Manfred ran a finger along his own close-cropped beard. “Eika don’t have beards.”

She laughed nervously. Her hands trembled and she thought her heart would never stop racing. “I didn’t notice. Did Hanna and Hathui escape, do you think?”

He shrugged.

“What do we do now?”

They took the horses to the barracks where the Dragons had stabled their own horses, rubbed them down, and gave them oats; the activity calmed her. She slung her bedroll and saddlebags over her shoulder and followed Manfred up steep stairs that led to the long attic room above the stables where the Dragons had settled in. Fresh straw covered the plank floor, and bedrolls lay neatly lined up along the walls. The smell of horse and stall was pervasive but not overpowering. Men lounged at their ease, dicing, carving wood, oiling or polishing their gear, making small talk. They glanced at the two Eagles, curious, but made no attempt to speak to them.

Was one of these men her kinsman? She tried to examine their faces surreptitiously, looking for some resemblance to Da.

Manfred led her to the far end of the long, low room. There, shutters opened to admit the gloomy light of afternoon. The rain was coming down harder now, but it was already stuffy inside the loft, sticky like summer heat. The prince and Wolfhere sat on bales of hay, facing each other across a table. The prince had a chess set carved of ivory laid out in front of him, eight squares wide, eight across. He toyed with the pieces as he and Wolfhere spoke, picking them up, setting them down in new places: the eight Lions, the Castles, Eagles, and Dragons and—protected by the others—the Biscop and Regnant.

Behind the prince, the only woman besides Liath in the loft sat with the prince’s helmet on her lap.

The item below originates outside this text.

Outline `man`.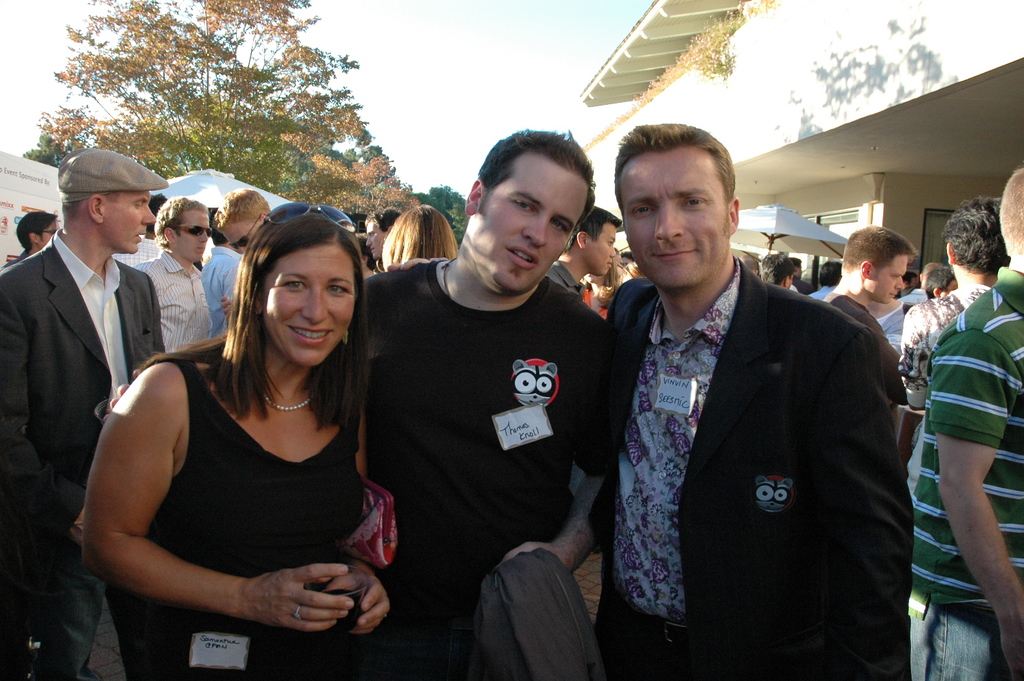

She polished the helmet with a rag. She wore the tabard of the Dragons, and her arms were muscular, her jaw scarred by many small white lines, and her nose looked as if it had been broken and healed wrong.

Manfred hunkered down onto his haunches, prepared for a long wait. Liath knelt beside him. Now and again a cooling mist of water touched her face from the rain outside. Straw tickled her hands. Her nose itched.

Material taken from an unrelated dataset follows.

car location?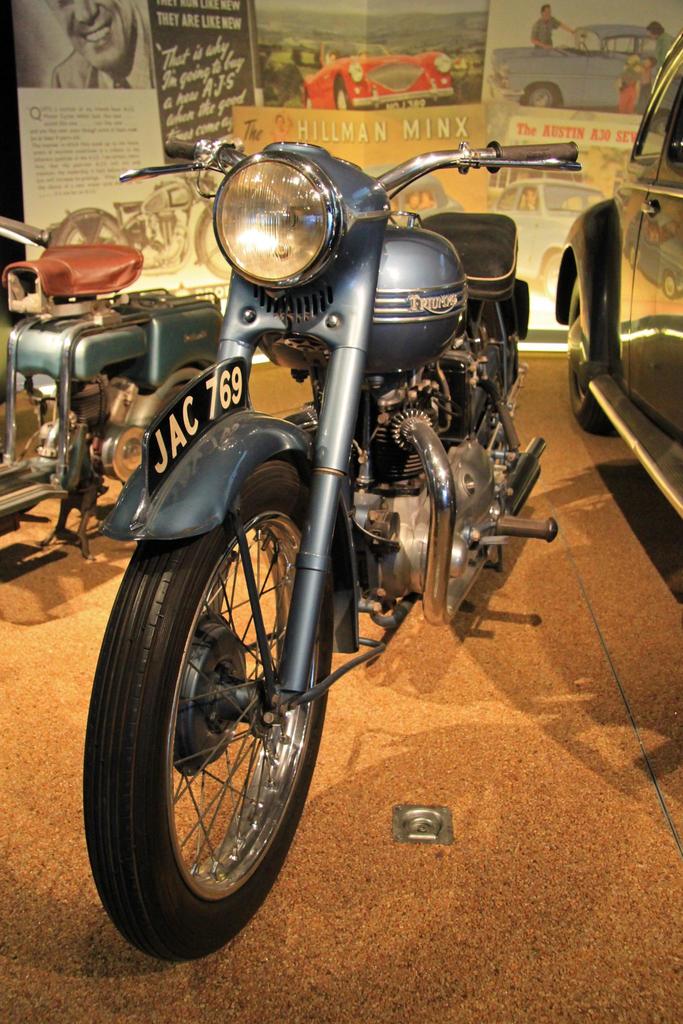
bbox=[486, 25, 660, 109]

“I judge the city can withstand a siege. But my Dragons alone cannot lift the siege, not with the numbers of Eika who have invested Gent. We have no news from Count Hildegard, whether she or her brother Lord Dietrich mean to lead an army to aid us. And you say now the king will not bring an army.”

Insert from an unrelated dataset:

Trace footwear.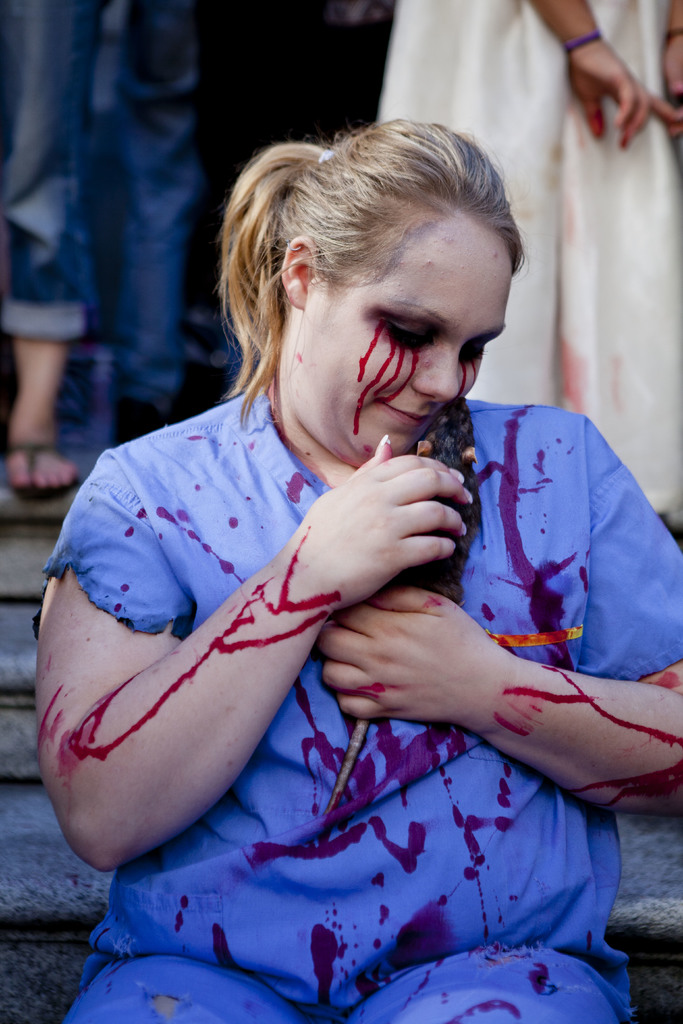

“I don’t know what King Henry intends, Prince Sanglant. But he may not be able to bring an army here, even if he wishes to.”

The prince picked up a Dragon and placed it between two Castles, as if trapping it there. This close, Liath could study the line of his jaw. He had either just shaved or else he did not grow a beard. But then how could he truly be called a man?

“I have heard these rumors, that Lady Sabella means to gather adherents and ride against King Henry. But she swore before the Biscop of Mainni eight years ago never to trouble the king with her false claims again.”

“So she did,” agreed Wolfhere, “but the Biscop of Mainni is rumored to be among her counselors now. And all three dukes of Varre as well as five counts from Varre have refused to appear before King Henry on his progress.”

“This is certainly grave news, but what am I to tell the people of Gent? Given enough time, the Eika army outside will burn and batter down Gent’s bridges, and when they have done that, they will have free passage up the Veser whether we will it or no. If they sail far enough up the Veser, then it will scarcely matter what the Lady Sabella demands, since the heart of Wendar itself will be at risk.”

“You would counsel your father to consider this the greater threat? But always in other years, Prince Sanglant, the Eika have raided and left, content with whatever gold and slaves they could carry away in their ships.”

The prince glanced out the window, although only rain and the timbered roof of the mayor’s palace were visible. Distantly, Liath heard drums. “This is not ‘other years.’ This is not a raid. Already the envoy for the Eika general has refused Mayor Werner’s offer of ten chests of gold and one hundred slaves as payment for them to leave.”

Wolfhere chuckled suddenly. “I hear two things in your words I can scarcely credit. One is that a man sits as mayor in a city. The other is that the Eika have a general. They are bandits, nothing more, with perhaps a captain to lead each ship, if we can even dignify their packs with such a word. More like the strongest beast who keeps the others obedient by threat of claw and teeth.”

Sanglant turned his head to look directly at Liath. She squirmed, horribly uncomfortable; his eyes were so bright and his features so strange and sharp. He examined her with obvious curiosity for so long that she felt the stares of his men, behind her, on her back, as if they, too, wanted to know what interested their captain. For so long that Wolfhere finally glanced over to see what the prince was looking at.